Accessibility is one of those things I spent years ignoring because nothing in my workflow required it. Then I got a client in the healthcare sector and accessibility compliance became a hard requirement. Here’s what I actually had to learn:
WCAG guidelines in plain terms for designers:
Level AA is the practical target for most professional work. AAA is stricter and not always achievable in design-constrained contexts.
Contrast ratios: Normal text needs 4.5:1 contrast against background. Large text (18pt+ or 14pt bold+) needs 3:1. UI components and focus indicators need 3:1. Check every text element in context, not just swatches.
Tools that actually work in workflow: Figma has built-in contrast checking. The browser plugin Colour Contrast Analyser is what I use for production verification. Both should be in your standard toolkit.

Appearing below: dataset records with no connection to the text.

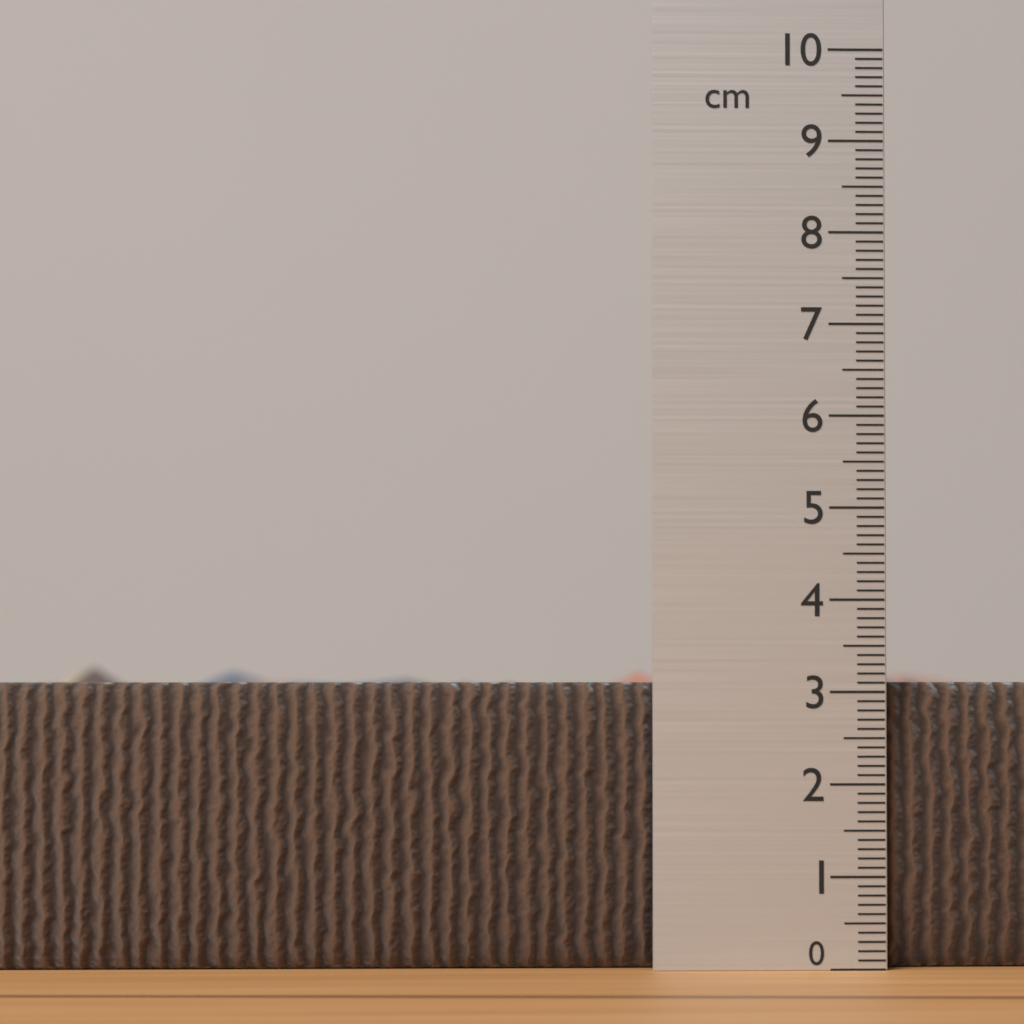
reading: 3.1 cm
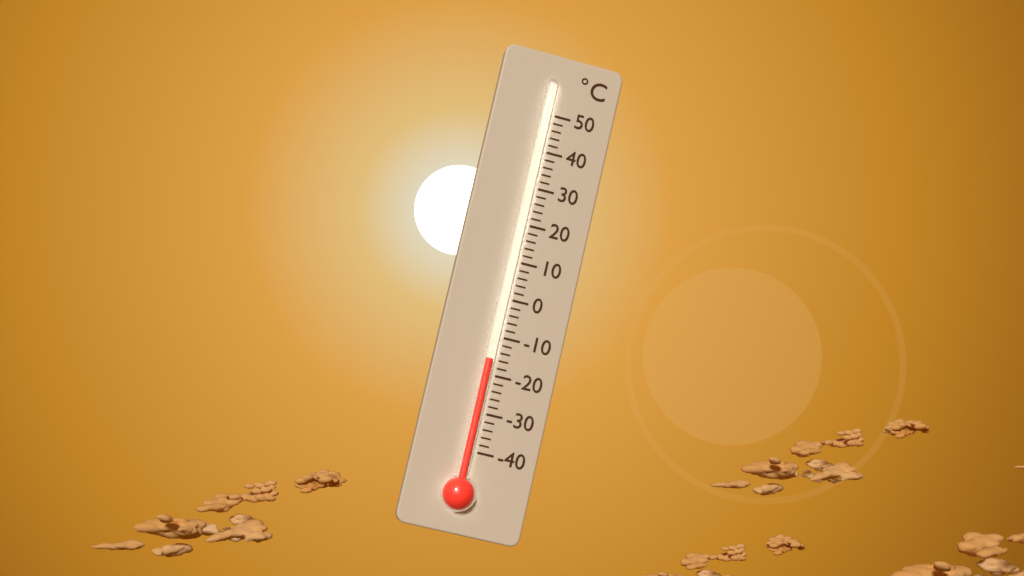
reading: -16 °C
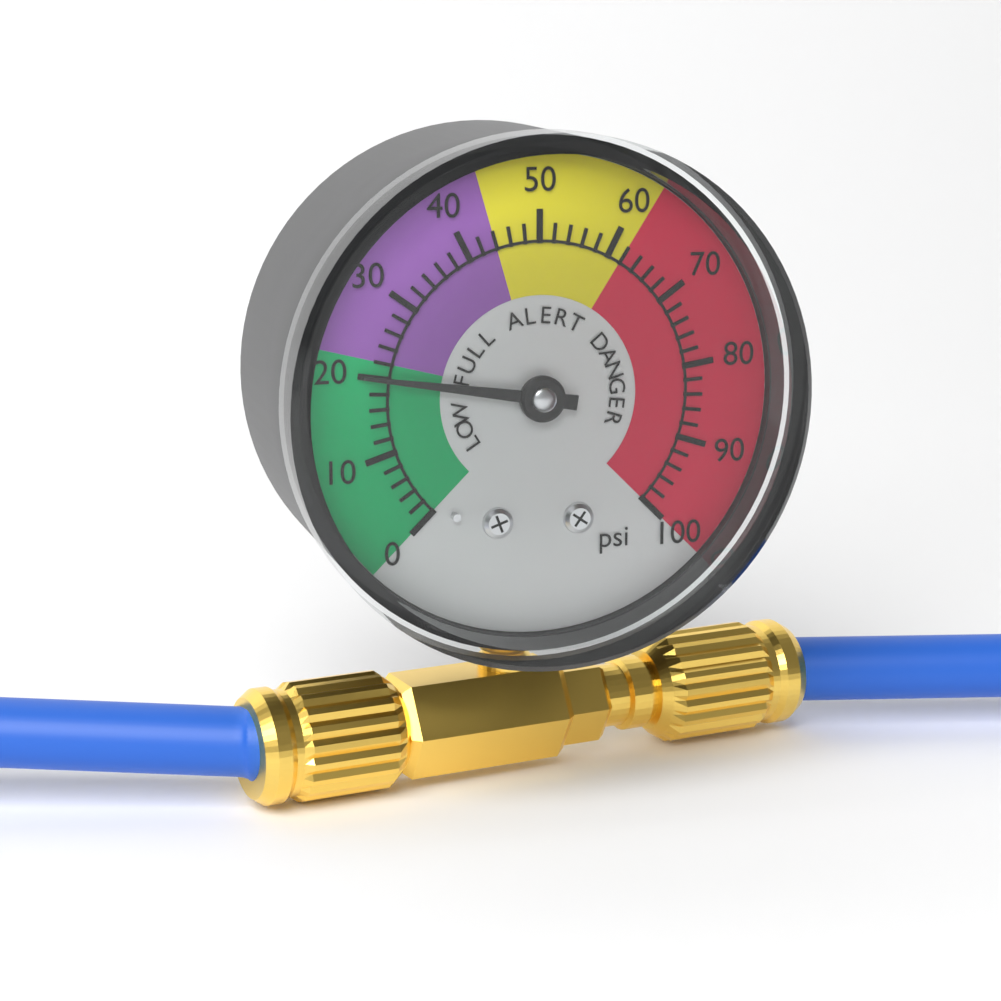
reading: 20 psi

Beyond color contrast (what gets missed): Focus states on interactive elements. All images need meaningful alt text in implementation (not your problem to write, but your responsibility to flag as needed). Touch targets should be minimum 44x44 pixels. Don’t rely on color alone to convey meaning.
Typography for accessibility: avoid justified text in body copy (uneven spacing creates reading difficulty). Sufficient line height (1.5x minimum for body). Don’t use very thin weights at small sizes.
The biggest shift for me: accessibility requirements often produce better design decisions. Sufficient contrast usually also means more legible, more confident work.